- Published on
Next.JS on AWS
- Authors
- Name
- Shokhrukh Toshniyozov
- @shohwebper
If you want to host your application in the AWS, there are some ways to accomplish it. If you are using Next.js 12 or newer version, it is not hard to deploy it, since Amplify hosting supports management of apps with Next.js 12 or later. It does not mean you can not deploy your application on AWS which was developed by older versions, since AWS has a lot of services, you can run your application at least in one service.
For Next.js 12 or new versions you can use this link to deploy your application.
There are 3 ways to deploy your Next.js application. One of them is using EC2 services, which likes the old traditional way, you rent server from AWS and build all infrastructure by yourself. For it you have to install NGINX, Node JS language support and so on. The second way is to use ECS which is most popular nowadays, there might be some issues related to containerization process, but it highly abstracts application logic and if you use ECS with Fargate it will be more cheaper than the first approach. Fargate helps to automatically scaling up and down our server speed. You pay for what you use, it just charges for how much time you use. In EC2 you have to pay whether you use its full power or not. There is a very helpful tool called AWS Copilot. Before using copilot just make sure you successfully build your app image in docker without problems. The third way is the easiest way but it has some limitations. Since Next.js is derived from React.js it can build the code as static files as React does. It will not work if you are using custom backend services which can be build in Next.js pages/api
folder. It also breaks authorization logic of your application. If you used Next.js optimized Image component, it will not work for static generation, for this one you should use other cloud service to return image with the requested width and height. Benefits of static files is AWS Cloudfront service, which provides fast CDN caching. In AWS some services' cost and latency depends on region, in Cloudfront you do not have to worry about it. Routing is the biggest problem when you deploy it in AWS, since Next.js generates links without file suffixes your S3-bucket can not route your request. However, there is edge functions which helps to write interceptor function to change or proxy your request to desired paths.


How to complete this task >> Compute how many lines in the records below contain the string "large" and give that number without other output.

Records supplied >>
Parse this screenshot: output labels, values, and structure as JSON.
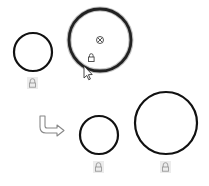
{
  "canvas": {
    "width": 209,
    "height": 186,
    "background": "#ffffff"
  },
  "colors": {
    "stroke": "#111111",
    "lock_bg": "#ececec",
    "lock_icon": "#9a9a9a",
    "arrow": "#888888"
  },
  "shapes": [
    {
      "id": "circle-small-before",
      "cx": 33,
      "cy": 52,
      "r": 19,
      "stroke_width": 2.2,
      "selected": false,
      "lock": {
        "x": 27,
        "y": 77
      }
    },
    {
      "id": "circle-large-selected",
      "cx": 100,
      "cy": 40,
      "r": 31,
      "stroke_width": 3.2,
      "selected": true,
      "center_marker": "circled-x-icon",
      "lock": {
        "x": 88,
        "y": 55
      }
    },
    {
      "id": "circle-small-after",
      "cx": 99,
      "cy": 135,
      "r": 19,
      "stroke_width": 2.2,
      "selected": false,
      "lock": {
        "x": 93,
        "y": 162
      }
    },
    {
      "id": "circle-large-after",
      "cx": 166,
      "cy": 123,
      "r": 31,
      "stroke_width": 2.2,
      "selected": false,
      "lock": {
        "x": 160,
        "y": 162
      }
    }
  ],
  "transition_arrow": {
    "icon": "bent-arrow-right-icon"
  },
  "cursor": {
    "icon": "mouse-pointer-icon",
    "x": 84,
    "y": 66
  }
}
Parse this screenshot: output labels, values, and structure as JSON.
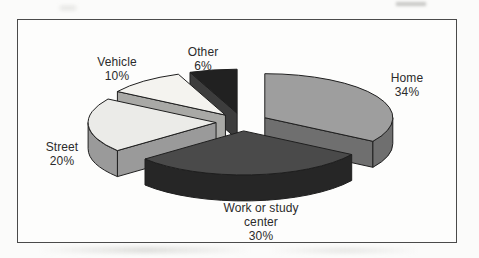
{
  "chart_data": {
    "type": "pie",
    "style": "3d-exploded",
    "title": "",
    "legend": "none",
    "labels_on_chart": true,
    "label_format": "name + percent",
    "slices": [
      {
        "label": "Home",
        "value": 34,
        "pct_label": "34%",
        "top_color": "#9e9e9e",
        "side_color": "#6f6f6f"
      },
      {
        "label": "Work or study center",
        "value": 30,
        "pct_label": "30%",
        "top_color": "#4a4a4a",
        "side_color": "#262626"
      },
      {
        "label": "Street",
        "value": 20,
        "pct_label": "20%",
        "top_color": "#ebebe8",
        "side_color": "#9a9a9a"
      },
      {
        "label": "Vehicle",
        "value": 10,
        "pct_label": "10%",
        "top_color": "#f4f3ef",
        "side_color": "#a9a9a6"
      },
      {
        "label": "Other",
        "value": 6,
        "pct_label": "6%",
        "top_color": "#212121",
        "side_color": "#3d3d3d"
      }
    ]
  },
  "frame": {
    "border_color": "#4a4a4a",
    "background": "#fdfdfc",
    "outline_color": "#1f1f1f"
  }
}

Exercise output >> 2